Agency: We are a literary agency.
Caller: What does that mean?
Agency: It means we represent books to publishers on behalf of our clients and manage our clients’ careers.
Caller: Oh good. I do comic strips … and they are really unique… [caller’s voice gets faster and louder as they talk]
Agency: Well, we don’t represent artists or comic-strip artists.
Caller: But I’m a philosopher too! [further explanation followed]
Agency: Well, we [caller interrupts]
Caller: And I’m also a musician with over 500 songs to my credit.
Agency: Unfortunately, we do not represent musicians at this time.
Caller: But I was named rock musician of the year …

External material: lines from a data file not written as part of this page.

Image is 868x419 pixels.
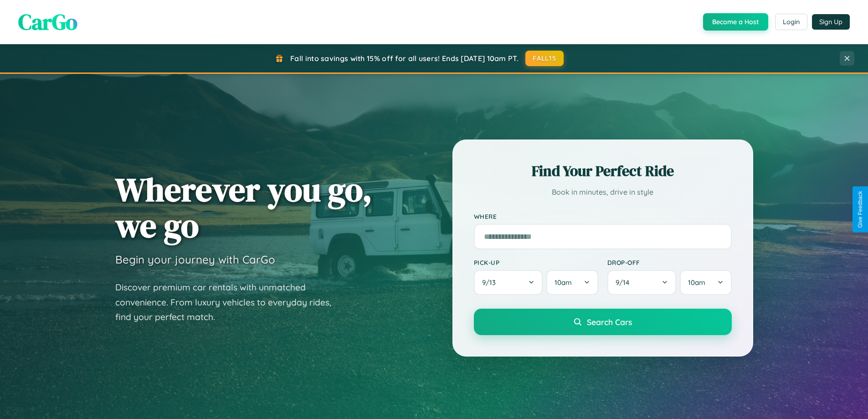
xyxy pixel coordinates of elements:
[290,54,519,63] span: Fall into savings with 15% off for all users! Ends [DATE] 10am PT.
[525,50,564,66] button: FALL15
[775,14,808,30] button: Login
[474,259,598,266] label: Pick-up
[547,270,598,295] button: 10am
[115,252,275,266] h3: Begin your journey with CarGo
[607,270,677,295] button: 9/14
[115,280,343,325] p: Discover premium car rentals with unmatched convenience. From luxury vehicles to everyday rides, ...
[18,7,77,37] span: CarGo
[616,278,634,287] span: 9 / 14
[474,185,732,199] p: Book in minutes, drive in style
[858,191,864,228] div: Give Feedback
[474,270,543,295] button: 9/13
[587,317,632,327] span: Search Cars
[474,212,732,221] label: Where
[607,259,732,266] label: Drop-off
[812,14,850,30] button: Sign Up
[680,270,732,295] button: 10am
[688,278,706,287] span: 10am
[115,171,372,243] h1: Wherever you go, we go
[704,13,768,30] button: Become a Host
[555,278,572,287] span: 10am
[482,278,500,287] span: 9 / 13
[474,161,732,181] h2: Find Your Perfect Ride
[474,309,732,335] button: Search Cars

Agency: We’re sorry, but it does not appear that our agency would be a good fit for you.
Caller: You want to listen to my stuff for free on Myspace?
Agency: I don’t see how that would be a good use of our time.
Caller: Someday, someone will discover it and make millions.
Agency: We wish you the best in all your endeavors.
Or the time we received a call from an aspiring author who was a psychic with an “amazing” personal story to tell. Oh, and by the way, they also had two novels written and five children’s books ready and waiting.
Don’t get me wrong! I’m not complaining. What I’m trying to say is that the simple act of reading our blog and following an agency’s guidelines can make you look so much better than those who do not take that time. We’ve written about rejection many times, and no agent takes the process lightly. But a little understanding and self-education would make every writer’s experience when approaching an agent a little more tolerable.
(An earlier version of this post ran in June 2014. Not much has changed.)